ST. LOUIS • A lawsuit to force a public vote on the city’s $64 million bond for Scottrade Center renovations was unceremoniously withdrawn Tuesday just hours after it was filed.
The lawsuit sought to revive a 2002 voter-approved ordinance that was struck down by a circuit court judge in 2015. But the ordinance exempted professional sports facilities built before 2004, and Scottrade Center opened in 1994.
After City Counselor Michael Garvin told the Post-Dispatch the ordinance wouldn’t apply to Scottrade Center, the lawyers who filed the lawsuit withdrew it “in light of this development.”
“However, they [plaintiffs] are pursuing additional options at this time to ensure voter participation with regard to public funding of sports facilities,” John Ammann, one of the lawyers and a St. Louis University law professor, said in an email Tuesday afternoon.
Last week Mayor Francis Slay signed a bill approving $64 million in renovations to Scottrade Center, the home of the St. Louis Blues hockey team. With money for renovations coming from a loan taken by the city, the total costs with interest would top $100 million over 30 years.
The Board of Aldermen passed the bill Feb. 10 after a contentious meeting, on a vote of 15-12.
Tuesday’s lawsuit was filed on behalf of city residents Jeanette Oxford and Michael Chance, both of whom were involved in the effort to pass the ordinance in 2002.
The 2002 ordinance excludes “any such facility which is in existence and accommodating such games on the date of enactment of the ordinance codified in this chapter,” according to Section 3.91.010 of the ordinance.
Blues representatives did not respond to requests for comment.
In a decision invalidating the ordinance in 2015, Circuit Judge Thomas Frawley wrote that it was “too vague to be enforced.”
The law has so many “uncertainties,” he wrote in his ruling, “their sum makes a task for us which at best could be only guesswork.”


== WHAT THE EXERCISE ASKS ==
Keep the images out and set the listing below down word for word.

== EXERCISE DATA ==
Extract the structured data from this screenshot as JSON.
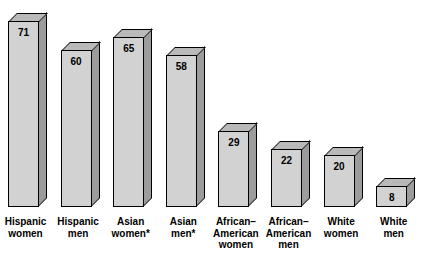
{
  "chart_data": {
    "type": "bar",
    "title": "",
    "subtitle": "",
    "xlabel": "",
    "ylabel": "",
    "grid": false,
    "legend": "none",
    "style": "3d-column",
    "ylim": [
      0,
      75
    ],
    "categories": [
      "Hispanic\nwomen",
      "Hispanic\nmen",
      "Asian\nwomen*",
      "Asian\nmen*",
      "African–\nAmerican\nwomen",
      "African–\nAmerican\nmen",
      "White\nwomen",
      "White\nmen"
    ],
    "values": [
      71,
      60,
      65,
      58,
      29,
      22,
      20,
      8
    ],
    "bars": [
      {
        "label": "Hispanic\nwomen",
        "value": 71,
        "value_text": "71"
      },
      {
        "label": "Hispanic\nmen",
        "value": 60,
        "value_text": "60"
      },
      {
        "label": "Asian\nwomen*",
        "value": 65,
        "value_text": "65"
      },
      {
        "label": "Asian\nmen*",
        "value": 58,
        "value_text": "58"
      },
      {
        "label": "African–\nAmerican\nwomen",
        "value": 29,
        "value_text": "29"
      },
      {
        "label": "African–\nAmerican\nmen",
        "value": 22,
        "value_text": "22"
      },
      {
        "label": "White\nwomen",
        "value": 20,
        "value_text": "20"
      },
      {
        "label": "White\nmen",
        "value": 8,
        "value_text": "8"
      }
    ],
    "colors": {
      "bar_front": "#d2d2d2",
      "bar_side": "#9c9c9c",
      "bar_top": "#b9b9b9",
      "outline": "#000000",
      "text": "#000000",
      "background": "#ffffff"
    }
  }
}
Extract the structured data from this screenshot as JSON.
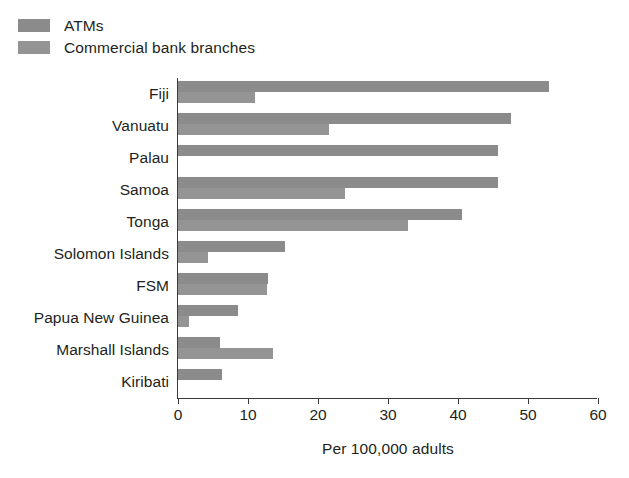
{
  "chart_data": {
    "type": "bar",
    "orientation": "horizontal",
    "title": "",
    "xlabel": "Per 100,000 adults",
    "ylabel": "",
    "xlim": [
      0,
      60
    ],
    "xticks": [
      0,
      10,
      20,
      30,
      40,
      50,
      60
    ],
    "xtick_labels": [
      "0",
      "10",
      "20",
      "30",
      "40",
      "50",
      "60"
    ],
    "grid": false,
    "legend_position": "above-plot-left",
    "categories": [
      "Fiji",
      "Vanuatu",
      "Palau",
      "Samoa",
      "Tonga",
      "Solomon Islands",
      "FSM",
      "Papua New Guinea",
      "Marshall Islands",
      "Kiribati"
    ],
    "series": [
      {
        "name": "ATMs",
        "color": "#8b8b8b",
        "values": [
          53.0,
          47.6,
          45.7,
          45.7,
          40.6,
          15.3,
          12.9,
          8.6,
          6.0,
          6.3
        ]
      },
      {
        "name": "Commercial bank branches",
        "color": "#949494",
        "values": [
          11.0,
          21.5,
          0,
          23.9,
          32.9,
          4.3,
          12.7,
          1.5,
          13.6,
          0
        ]
      }
    ]
  },
  "legend": {
    "items": [
      {
        "label": "ATMs",
        "color": "#8b8b8b"
      },
      {
        "label": "Commercial bank branches",
        "color": "#949494"
      }
    ]
  },
  "axis": {
    "x_title": "Per 100,000 adults"
  }
}
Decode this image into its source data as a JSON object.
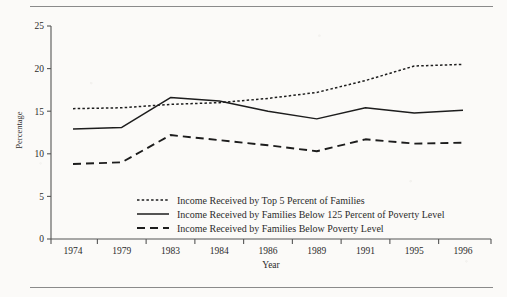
{
  "chart_data": {
    "type": "line",
    "title": "",
    "xlabel": "Year",
    "ylabel": "Percentage",
    "categories": [
      "1974",
      "1979",
      "1983",
      "1984",
      "1986",
      "1989",
      "1991",
      "1995",
      "1996"
    ],
    "ylim": [
      0,
      25
    ],
    "yticks": [
      0,
      5,
      10,
      15,
      20,
      25
    ],
    "grid": false,
    "legend_position": "inside-bottom-center",
    "series": [
      {
        "name": "Income Received by Top 5 Percent of Families",
        "style": "dotted",
        "values": [
          15.3,
          15.4,
          15.8,
          16.0,
          16.5,
          17.2,
          18.6,
          20.3,
          20.5
        ]
      },
      {
        "name": "Income Received by Families Below 125 Percent of Poverty Level",
        "style": "solid",
        "values": [
          12.9,
          13.1,
          16.6,
          16.2,
          15.0,
          14.1,
          15.4,
          14.8,
          15.1
        ]
      },
      {
        "name": "Income Received by Families Below Poverty Level",
        "style": "dashed",
        "values": [
          8.8,
          9.0,
          12.2,
          11.6,
          11.0,
          10.3,
          11.7,
          11.2,
          11.3
        ]
      }
    ]
  },
  "axis": {
    "y_label": "Percentage",
    "x_label": "Year",
    "y_ticks": [
      "0",
      "5",
      "10",
      "15",
      "20",
      "25"
    ],
    "x_ticks": [
      "1974",
      "1979",
      "1983",
      "1984",
      "1986",
      "1989",
      "1991",
      "1995",
      "1996"
    ]
  },
  "legend": {
    "items": [
      {
        "label": "Income Received by Top 5 Percent of Families",
        "style": "dotted"
      },
      {
        "label": "Income Received by Families Below 125 Percent of Poverty Level",
        "style": "solid"
      },
      {
        "label": "Income Received by Families Below Poverty Level",
        "style": "dashed"
      }
    ]
  },
  "colors": {
    "ink": "#1d1d1d",
    "axis": "#555555",
    "rule": "#8a8a8a",
    "paper": "#fbfaf8"
  }
}
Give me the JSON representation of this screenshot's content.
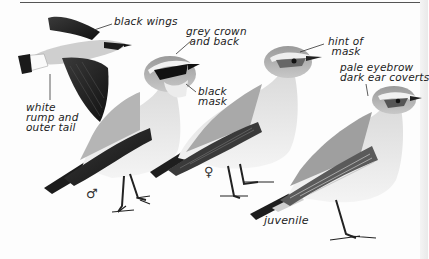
{
  "plate": {
    "subject": "Wheatear illustrations",
    "figures": [
      {
        "id": "male-flight",
        "caption": ""
      },
      {
        "id": "male-perched",
        "caption": "♂"
      },
      {
        "id": "female",
        "caption": "♀"
      },
      {
        "id": "juvenile",
        "caption": "juvenile"
      }
    ]
  },
  "labels": {
    "black_wings": "black wings",
    "grey_crown": "grey crown\n and back",
    "black_mask": "black\nmask",
    "white_rump": "white\nrump and\nouter tail",
    "hint_of_mask": "hint of\n mask",
    "pale_eyebrow": "pale eyebrow\ndark ear coverts"
  },
  "symbols": {
    "male": "♂",
    "female": "♀",
    "juvenile": "juvenile"
  },
  "colors": {
    "ink": "#222222",
    "wing_black": "#1e1e1e",
    "grey_back": "#a8a8a8",
    "pale_breast": "#e8e8e8",
    "white": "#fafafa"
  }
}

== ANSWER FOR THIS EXERCISE ==
Extract the structured data from this screenshot as JSON.
{
  "chart_data": {
    "type": "bar",
    "title": "",
    "subtitle": "",
    "xlabel": "",
    "ylabel": "",
    "grid": false,
    "legend": "none",
    "style": "3d-column",
    "ylim": [
      0,
      75
    ],
    "categories": [
      "Hispanic\nwomen",
      "Hispanic\nmen",
      "Asian\nwomen*",
      "Asian\nmen*",
      "African–\nAmerican\nwomen",
      "African–\nAmerican\nmen",
      "White\nwomen",
      "White\nmen"
    ],
    "values": [
      71,
      60,
      65,
      58,
      29,
      22,
      20,
      8
    ],
    "bars": [
      {
        "label": "Hispanic\nwomen",
        "value": 71,
        "value_text": "71"
      },
      {
        "label": "Hispanic\nmen",
        "value": 60,
        "value_text": "60"
      },
      {
        "label": "Asian\nwomen*",
        "value": 65,
        "value_text": "65"
      },
      {
        "label": "Asian\nmen*",
        "value": 58,
        "value_text": "58"
      },
      {
        "label": "African–\nAmerican\nwomen",
        "value": 29,
        "value_text": "29"
      },
      {
        "label": "African–\nAmerican\nmen",
        "value": 22,
        "value_text": "22"
      },
      {
        "label": "White\nwomen",
        "value": 20,
        "value_text": "20"
      },
      {
        "label": "White\nmen",
        "value": 8,
        "value_text": "8"
      }
    ],
    "colors": {
      "bar_front": "#d2d2d2",
      "bar_side": "#9c9c9c",
      "bar_top": "#b9b9b9",
      "outline": "#000000",
      "text": "#000000",
      "background": "#ffffff"
    }
  }
}
Extract the structured data from this screenshot as JSON.
{
  "chart_data": {
    "type": "bar",
    "orientation": "horizontal",
    "title": "",
    "xlabel": "Per 100,000 adults",
    "ylabel": "",
    "xlim": [
      0,
      60
    ],
    "xticks": [
      0,
      10,
      20,
      30,
      40,
      50,
      60
    ],
    "xtick_labels": [
      "0",
      "10",
      "20",
      "30",
      "40",
      "50",
      "60"
    ],
    "grid": false,
    "legend_position": "above-plot-left",
    "categories": [
      "Fiji",
      "Vanuatu",
      "Palau",
      "Samoa",
      "Tonga",
      "Solomon Islands",
      "FSM",
      "Papua New Guinea",
      "Marshall Islands",
      "Kiribati"
    ],
    "series": [
      {
        "name": "ATMs",
        "color": "#8b8b8b",
        "values": [
          53.0,
          47.6,
          45.7,
          45.7,
          40.6,
          15.3,
          12.9,
          8.6,
          6.0,
          6.3
        ]
      },
      {
        "name": "Commercial bank branches",
        "color": "#949494",
        "values": [
          11.0,
          21.5,
          0,
          23.9,
          32.9,
          4.3,
          12.7,
          1.5,
          13.6,
          0
        ]
      }
    ]
  },
  "legend": {
    "items": [
      {
        "label": "ATMs",
        "color": "#8b8b8b"
      },
      {
        "label": "Commercial bank branches",
        "color": "#949494"
      }
    ]
  },
  "axis": {
    "x_title": "Per 100,000 adults"
  }
}
Decode this image into its source data as a JSON object.
{
  "chart_data": {
    "type": "line",
    "title": "",
    "xlabel": "Year",
    "ylabel": "Percentage",
    "categories": [
      "1974",
      "1979",
      "1983",
      "1984",
      "1986",
      "1989",
      "1991",
      "1995",
      "1996"
    ],
    "ylim": [
      0,
      25
    ],
    "yticks": [
      0,
      5,
      10,
      15,
      20,
      25
    ],
    "grid": false,
    "legend_position": "inside-bottom-center",
    "series": [
      {
        "name": "Income Received by Top 5 Percent of Families",
        "style": "dotted",
        "values": [
          15.3,
          15.4,
          15.8,
          16.0,
          16.5,
          17.2,
          18.6,
          20.3,
          20.5
        ]
      },
      {
        "name": "Income Received by Families Below 125 Percent of Poverty Level",
        "style": "solid",
        "values": [
          12.9,
          13.1,
          16.6,
          16.2,
          15.0,
          14.1,
          15.4,
          14.8,
          15.1
        ]
      },
      {
        "name": "Income Received by Families Below Poverty Level",
        "style": "dashed",
        "values": [
          8.8,
          9.0,
          12.2,
          11.6,
          11.0,
          10.3,
          11.7,
          11.2,
          11.3
        ]
      }
    ]
  },
  "axis": {
    "y_label": "Percentage",
    "x_label": "Year",
    "y_ticks": [
      "0",
      "5",
      "10",
      "15",
      "20",
      "25"
    ],
    "x_ticks": [
      "1974",
      "1979",
      "1983",
      "1984",
      "1986",
      "1989",
      "1991",
      "1995",
      "1996"
    ]
  },
  "legend": {
    "items": [
      {
        "label": "Income Received by Top 5 Percent of Families",
        "style": "dotted"
      },
      {
        "label": "Income Received by Families Below 125 Percent of Poverty Level",
        "style": "solid"
      },
      {
        "label": "Income Received by Families Below Poverty Level",
        "style": "dashed"
      }
    ]
  },
  "colors": {
    "ink": "#1d1d1d",
    "axis": "#555555",
    "rule": "#8a8a8a",
    "paper": "#fbfaf8"
  }
}
Give me the JSON representation of this screenshot's content.
{
  "plate": {
    "subject": "Wheatear illustrations",
    "figures": [
      {
        "id": "male-flight",
        "caption": ""
      },
      {
        "id": "male-perched",
        "caption": "♂"
      },
      {
        "id": "female",
        "caption": "♀"
      },
      {
        "id": "juvenile",
        "caption": "juvenile"
      }
    ]
  },
  "labels": {
    "black_wings": "black wings",
    "grey_crown": "grey crown\n and back",
    "black_mask": "black\nmask",
    "white_rump": "white\nrump and\nouter tail",
    "hint_of_mask": "hint of\n mask",
    "pale_eyebrow": "pale eyebrow\ndark ear coverts"
  },
  "symbols": {
    "male": "♂",
    "female": "♀",
    "juvenile": "juvenile"
  },
  "colors": {
    "ink": "#222222",
    "wing_black": "#1e1e1e",
    "grey_back": "#a8a8a8",
    "pale_breast": "#e8e8e8",
    "white": "#fafafa"
  }
}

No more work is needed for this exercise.